Once upon a time, I was a South Mumbai brat – in those days it was called South Bombay, aka SoBo. I drove myself around, went out later in the night than I do now and did the culture circuit with much enthusiasm. Then we moved out of town to a distant ’burb and my life changed. Going out had to be planned carefully, coordinated with a lot of people and chores and made into an outing rather than just a quick dash hither or yon. For a short while I felt disconnected, like I was some kind of pariah, but then it became the ideal existence: when I wanted to be met or seen or whatever, I could be, but when I didn’t feel like the social buzz, I could trot out the excuse of being too long a commute home, so please could we do a raincheck. And, as everyone knows, rainchecks rarely happen. When I started driving into work every day, albeit with a driver doing the driving rather than myself steering through the commonly hideous traffic, it became a driving (he he he) need to get home and out of the melee instead of lingering to chat or party or dine. I just wanted to get out of the herd of vehicles all heading for somewhere, one presumes, and get to where I was going, where life was quiet and sane and stable. Home.
Somewhere along the way, I lost all my need to be social. People were an occasional buzz, not a constant for my existence, there was no need to see them, look at them, hear them, talk to them, eat with them, et al, not so often anyway. The special ones will always be there for you, I was told by a wise gentleman, who was, as he always has been, right. They are. We hear the call, mutually, and fix up to meet, greet, eat. And giggle, of course. Their work lives and my dislike of being tied to anything except what I want to be tied to helps to keep this meeting-greeting-eating judiciously spaced, so that we have things to talk about and the affection grows instead of fading into well-worn and tired tolerance.
But these days there is another reason for me not to want to travel the distance into town. Yes, we all know that it is not that much of a distance and I have a very comfortable car, a good driver and not much else to do – and thus use as an excuse – but the road into the city from where I live is now almost impassable, which makes it all a good reason to stay home, work from the family study and tele-communicate if required. Everywhere there is something being dug up, for what reason I cannot say. Sometimes it is said to be a flyover bridge, other times it is cited as being telephone cables or water pipes being replaced, occasionally it is a resurfacing job. But it makes the hour or so long drive into the parts of town that I normally frequent a far more tedious and arduous one, stretching it to sometimes even three times the duration. There are hold ups and hang-ups, waits and watches, with honking and horning, yelling and screaming, with the infrequent fist fight in a nearby slum to break the monotony of sitting in a car looking blankly out and nodding gently to the beat of the music on the car stereo.
My city is being destroyed to rebuild it again, made worse to make it better, for the goodness knows how many-th time. But somewhere along the way I am glad it is happening. Not only will it, hopefully, bring in a new and improved drive, but also gives me the perfect reason not to do that drive…not for now, at least!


- [Task statement]:
Reproduce every record below exactly, without the pictures.

- [Records for the task]:
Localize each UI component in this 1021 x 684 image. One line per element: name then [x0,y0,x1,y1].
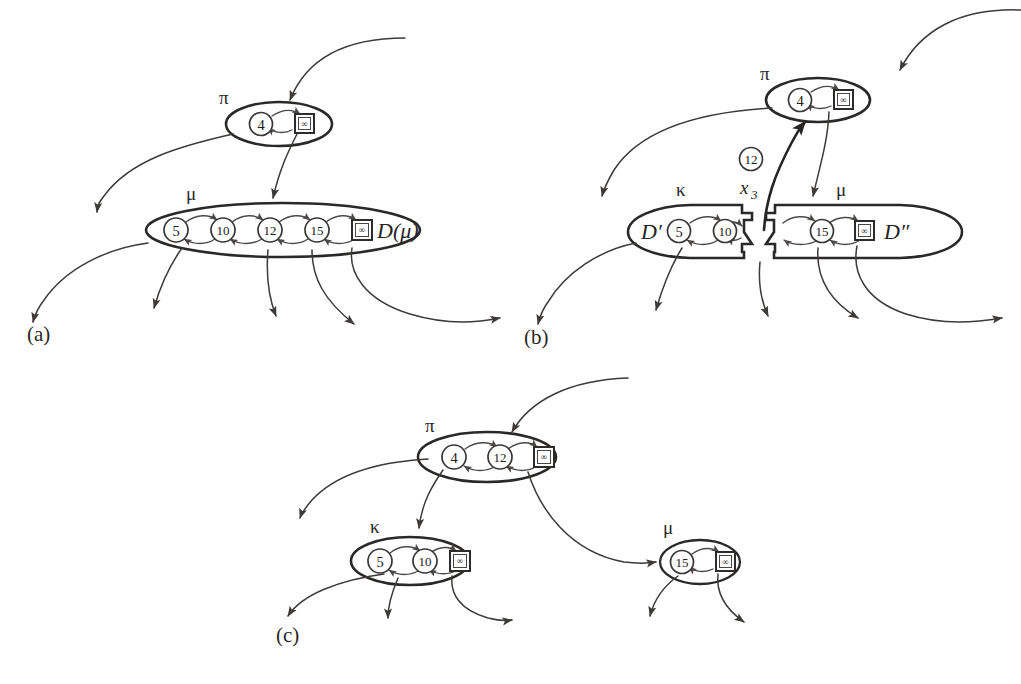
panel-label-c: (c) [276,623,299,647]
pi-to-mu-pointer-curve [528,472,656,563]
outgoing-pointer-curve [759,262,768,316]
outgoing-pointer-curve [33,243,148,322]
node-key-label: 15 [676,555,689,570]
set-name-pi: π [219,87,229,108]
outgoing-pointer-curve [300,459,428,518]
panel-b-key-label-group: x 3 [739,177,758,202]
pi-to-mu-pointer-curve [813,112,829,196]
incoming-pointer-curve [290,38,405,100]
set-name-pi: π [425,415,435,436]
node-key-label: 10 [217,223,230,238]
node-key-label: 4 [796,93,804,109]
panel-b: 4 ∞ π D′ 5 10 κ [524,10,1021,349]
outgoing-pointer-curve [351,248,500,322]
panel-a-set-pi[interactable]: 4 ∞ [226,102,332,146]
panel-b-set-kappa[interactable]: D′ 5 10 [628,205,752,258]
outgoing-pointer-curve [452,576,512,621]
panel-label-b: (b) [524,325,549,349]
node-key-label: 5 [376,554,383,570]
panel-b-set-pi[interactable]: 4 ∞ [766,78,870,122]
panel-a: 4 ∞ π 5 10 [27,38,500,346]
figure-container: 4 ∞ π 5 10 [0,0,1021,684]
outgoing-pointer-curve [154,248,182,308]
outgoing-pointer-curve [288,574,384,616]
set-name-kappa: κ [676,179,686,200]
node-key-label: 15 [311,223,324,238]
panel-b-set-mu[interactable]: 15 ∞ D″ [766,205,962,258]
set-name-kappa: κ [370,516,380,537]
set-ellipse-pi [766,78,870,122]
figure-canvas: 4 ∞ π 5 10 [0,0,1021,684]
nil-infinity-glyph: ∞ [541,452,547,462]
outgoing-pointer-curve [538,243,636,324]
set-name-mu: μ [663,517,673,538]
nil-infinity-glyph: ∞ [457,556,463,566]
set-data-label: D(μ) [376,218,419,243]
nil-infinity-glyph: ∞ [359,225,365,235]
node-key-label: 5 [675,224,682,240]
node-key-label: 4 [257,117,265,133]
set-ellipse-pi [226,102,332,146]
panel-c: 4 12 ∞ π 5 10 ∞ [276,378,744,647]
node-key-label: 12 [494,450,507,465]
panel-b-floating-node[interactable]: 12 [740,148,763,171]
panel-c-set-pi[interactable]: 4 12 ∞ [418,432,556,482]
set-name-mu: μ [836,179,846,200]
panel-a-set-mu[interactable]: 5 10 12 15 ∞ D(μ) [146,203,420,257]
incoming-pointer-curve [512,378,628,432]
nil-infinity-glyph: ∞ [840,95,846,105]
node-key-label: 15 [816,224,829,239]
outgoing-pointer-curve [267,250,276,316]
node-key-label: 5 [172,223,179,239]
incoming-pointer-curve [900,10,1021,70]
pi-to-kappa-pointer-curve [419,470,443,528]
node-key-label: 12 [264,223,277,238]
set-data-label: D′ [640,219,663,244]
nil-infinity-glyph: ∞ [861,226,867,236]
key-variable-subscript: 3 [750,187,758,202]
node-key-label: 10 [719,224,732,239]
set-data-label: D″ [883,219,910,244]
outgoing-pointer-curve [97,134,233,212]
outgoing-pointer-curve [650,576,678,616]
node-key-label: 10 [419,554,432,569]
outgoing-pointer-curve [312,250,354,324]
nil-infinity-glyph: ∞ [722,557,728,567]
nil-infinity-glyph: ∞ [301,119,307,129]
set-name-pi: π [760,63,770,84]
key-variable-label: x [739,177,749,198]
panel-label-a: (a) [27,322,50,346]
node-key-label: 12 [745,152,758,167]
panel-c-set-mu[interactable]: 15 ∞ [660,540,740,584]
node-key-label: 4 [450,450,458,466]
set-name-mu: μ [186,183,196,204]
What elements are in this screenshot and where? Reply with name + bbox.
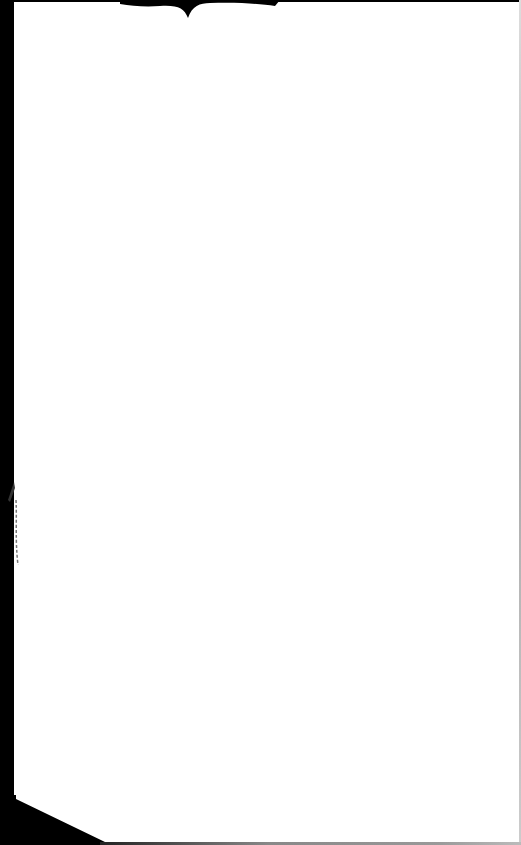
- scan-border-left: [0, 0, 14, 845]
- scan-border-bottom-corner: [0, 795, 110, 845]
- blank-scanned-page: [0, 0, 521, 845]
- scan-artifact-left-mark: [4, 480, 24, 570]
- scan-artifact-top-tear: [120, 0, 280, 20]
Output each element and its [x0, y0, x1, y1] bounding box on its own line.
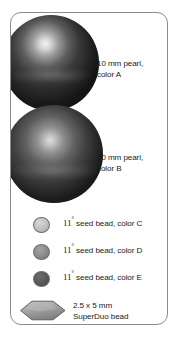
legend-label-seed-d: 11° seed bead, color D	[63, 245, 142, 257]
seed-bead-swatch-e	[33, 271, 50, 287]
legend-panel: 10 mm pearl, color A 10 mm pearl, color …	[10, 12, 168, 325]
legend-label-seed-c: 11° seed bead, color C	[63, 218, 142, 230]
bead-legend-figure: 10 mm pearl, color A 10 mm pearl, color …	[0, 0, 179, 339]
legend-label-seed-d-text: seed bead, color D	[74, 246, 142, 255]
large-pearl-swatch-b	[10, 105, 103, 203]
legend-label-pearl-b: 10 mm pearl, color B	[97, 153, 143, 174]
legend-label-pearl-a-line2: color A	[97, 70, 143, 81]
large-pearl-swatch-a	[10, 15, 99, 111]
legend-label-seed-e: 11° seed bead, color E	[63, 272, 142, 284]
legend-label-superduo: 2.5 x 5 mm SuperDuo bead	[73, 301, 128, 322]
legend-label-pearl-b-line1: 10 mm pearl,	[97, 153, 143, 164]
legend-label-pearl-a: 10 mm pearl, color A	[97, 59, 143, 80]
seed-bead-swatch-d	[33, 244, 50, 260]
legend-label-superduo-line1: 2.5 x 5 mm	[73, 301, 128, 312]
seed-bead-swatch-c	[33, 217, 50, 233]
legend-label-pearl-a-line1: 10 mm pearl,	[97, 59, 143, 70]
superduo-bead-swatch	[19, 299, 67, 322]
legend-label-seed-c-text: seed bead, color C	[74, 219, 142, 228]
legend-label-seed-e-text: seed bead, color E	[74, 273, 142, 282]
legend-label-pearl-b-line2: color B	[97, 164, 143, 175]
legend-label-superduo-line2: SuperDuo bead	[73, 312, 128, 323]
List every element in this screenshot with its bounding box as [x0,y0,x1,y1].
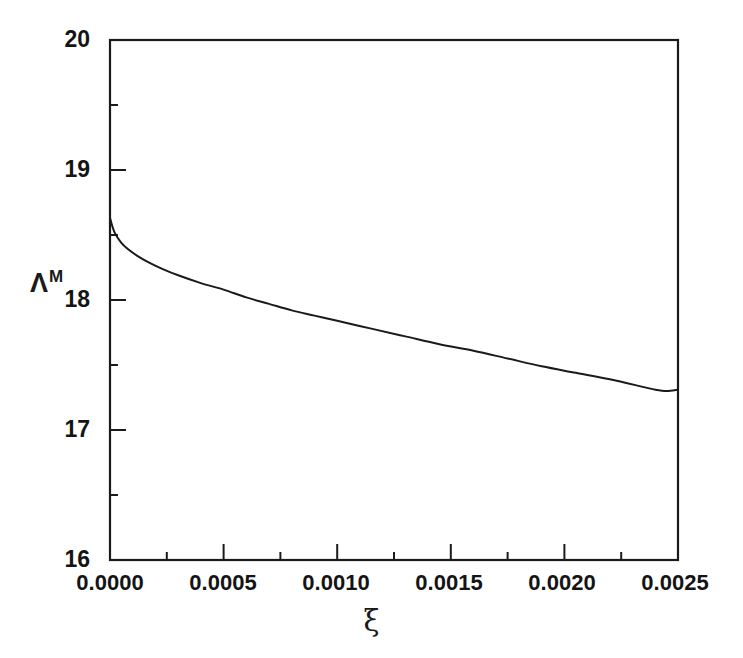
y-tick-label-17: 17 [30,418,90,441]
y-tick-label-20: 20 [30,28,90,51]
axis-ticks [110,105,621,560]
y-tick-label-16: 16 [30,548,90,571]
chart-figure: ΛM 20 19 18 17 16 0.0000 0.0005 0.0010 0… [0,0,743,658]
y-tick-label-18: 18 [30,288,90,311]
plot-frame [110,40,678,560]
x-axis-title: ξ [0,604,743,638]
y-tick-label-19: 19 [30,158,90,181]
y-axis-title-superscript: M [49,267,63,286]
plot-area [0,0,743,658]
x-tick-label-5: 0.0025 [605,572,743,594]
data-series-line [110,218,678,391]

- [Result below]:
Localize each UI component in this 1021 x 684 image. One line per element: name then [x0,y0,x1,y1].
panel-label-c: (c) [276,623,299,647]
pi-to-mu-pointer-curve [528,472,656,563]
outgoing-pointer-curve [759,262,768,316]
outgoing-pointer-curve [33,243,148,322]
node-key-label: 15 [676,555,689,570]
set-name-pi: π [219,87,229,108]
outgoing-pointer-curve [300,459,428,518]
panel-b-key-label-group: x 3 [739,177,758,202]
pi-to-mu-pointer-curve [813,112,829,196]
incoming-pointer-curve [290,38,405,100]
set-name-pi: π [425,415,435,436]
node-key-label: 10 [217,223,230,238]
node-key-label: 4 [796,93,804,109]
panel-b: 4 ∞ π D′ 5 10 κ [524,10,1021,349]
outgoing-pointer-curve [351,248,500,322]
panel-a-set-pi[interactable]: 4 ∞ [226,102,332,146]
panel-b-set-kappa[interactable]: D′ 5 10 [628,205,752,258]
outgoing-pointer-curve [452,576,512,621]
panel-label-b: (b) [524,325,549,349]
node-key-label: 5 [376,554,383,570]
panel-b-set-pi[interactable]: 4 ∞ [766,78,870,122]
panel-a: 4 ∞ π 5 10 [27,38,500,346]
figure-container: 4 ∞ π 5 10 [0,0,1021,684]
outgoing-pointer-curve [154,248,182,308]
outgoing-pointer-curve [288,574,384,616]
set-name-kappa: κ [676,179,686,200]
node-key-label: 15 [311,223,324,238]
panel-b-set-mu[interactable]: 15 ∞ D″ [766,205,962,258]
set-name-kappa: κ [370,516,380,537]
set-ellipse-pi [766,78,870,122]
figure-canvas: 4 ∞ π 5 10 [0,0,1021,684]
nil-infinity-glyph: ∞ [541,452,547,462]
outgoing-pointer-curve [538,243,636,324]
set-name-mu: μ [663,517,673,538]
nil-infinity-glyph: ∞ [457,556,463,566]
set-data-label: D(μ) [376,218,419,243]
nil-infinity-glyph: ∞ [359,225,365,235]
node-key-label: 5 [675,224,682,240]
node-key-label: 4 [257,117,265,133]
set-ellipse-pi [226,102,332,146]
panel-c: 4 12 ∞ π 5 10 ∞ [276,378,744,647]
node-key-label: 12 [494,450,507,465]
panel-b-floating-node[interactable]: 12 [740,148,763,171]
panel-c-set-pi[interactable]: 4 12 ∞ [418,432,556,482]
set-name-mu: μ [836,179,846,200]
panel-a-set-mu[interactable]: 5 10 12 15 ∞ D(μ) [146,203,420,257]
incoming-pointer-curve [512,378,628,432]
nil-infinity-glyph: ∞ [840,95,846,105]
node-key-label: 15 [816,224,829,239]
outgoing-pointer-curve [267,250,276,316]
node-key-label: 5 [172,223,179,239]
incoming-pointer-curve [900,10,1021,70]
pi-to-kappa-pointer-curve [419,470,443,528]
node-key-label: 12 [264,223,277,238]
set-data-label: D′ [640,219,663,244]
nil-infinity-glyph: ∞ [861,226,867,236]
key-variable-subscript: 3 [750,187,758,202]
node-key-label: 10 [719,224,732,239]
set-data-label: D″ [883,219,910,244]
outgoing-pointer-curve [97,134,233,212]
outgoing-pointer-curve [650,576,678,616]
node-key-label: 10 [419,554,432,569]
outgoing-pointer-curve [312,250,354,324]
nil-infinity-glyph: ∞ [722,557,728,567]
nil-infinity-glyph: ∞ [301,119,307,129]
set-name-pi: π [760,63,770,84]
key-variable-label: x [739,177,749,198]
panel-label-a: (a) [27,322,50,346]
node-key-label: 12 [745,152,758,167]
panel-c-set-mu[interactable]: 15 ∞ [660,540,740,584]
node-key-label: 4 [450,450,458,466]
set-name-mu: μ [186,183,196,204]
What elements are in this screenshot and where? Reply with name + bbox.
- scan-border-left: [0, 0, 14, 845]
- scan-border-bottom-corner: [0, 795, 110, 845]
- blank-scanned-page: [0, 0, 521, 845]
- scan-artifact-left-mark: [4, 480, 24, 570]
- scan-artifact-top-tear: [120, 0, 280, 20]
Output each element and its [x0, y0, x1, y1] bounding box on its own line.
legend-label-seed-d: 11° seed bead, color D	[63, 245, 142, 257]
seed-bead-swatch-e	[33, 271, 50, 287]
legend-panel: 10 mm pearl, color A 10 mm pearl, color …	[10, 12, 168, 325]
legend-label-seed-c: 11° seed bead, color C	[63, 218, 142, 230]
bead-legend-figure: 10 mm pearl, color A 10 mm pearl, color …	[0, 0, 179, 339]
legend-label-seed-d-text: seed bead, color D	[74, 246, 142, 255]
large-pearl-swatch-b	[10, 105, 103, 203]
legend-label-pearl-b: 10 mm pearl, color B	[97, 153, 143, 174]
legend-label-pearl-a-line2: color A	[97, 70, 143, 81]
large-pearl-swatch-a	[10, 15, 99, 111]
legend-label-seed-e: 11° seed bead, color E	[63, 272, 142, 284]
legend-label-superduo: 2.5 x 5 mm SuperDuo bead	[73, 301, 128, 322]
legend-label-pearl-b-line1: 10 mm pearl,	[97, 153, 143, 164]
legend-label-pearl-a: 10 mm pearl, color A	[97, 59, 143, 80]
seed-bead-swatch-d	[33, 244, 50, 260]
legend-label-superduo-line1: 2.5 x 5 mm	[73, 301, 128, 312]
seed-bead-swatch-c	[33, 217, 50, 233]
legend-label-pearl-a-line1: 10 mm pearl,	[97, 59, 143, 70]
superduo-bead-swatch	[19, 299, 67, 322]
legend-label-seed-c-text: seed bead, color C	[74, 219, 142, 228]
legend-label-seed-e-text: seed bead, color E	[74, 273, 142, 282]
legend-label-pearl-b-line2: color B	[97, 164, 143, 175]
legend-label-superduo-line2: SuperDuo bead	[73, 312, 128, 323]
List every element in this screenshot with its bounding box as [x0,y0,x1,y1].
y-tick-label-17: 17 [30,418,90,441]
y-tick-label-20: 20 [30,28,90,51]
axis-ticks [110,105,621,560]
y-tick-label-16: 16 [30,548,90,571]
chart-figure: ΛM 20 19 18 17 16 0.0000 0.0005 0.0010 0… [0,0,743,658]
y-tick-label-18: 18 [30,288,90,311]
plot-frame [110,40,678,560]
x-axis-title: ξ [0,604,743,638]
y-tick-label-19: 19 [30,158,90,181]
y-axis-title-superscript: M [49,267,63,286]
plot-area [0,0,743,658]
x-tick-label-5: 0.0025 [605,572,743,594]
data-series-line [110,218,678,391]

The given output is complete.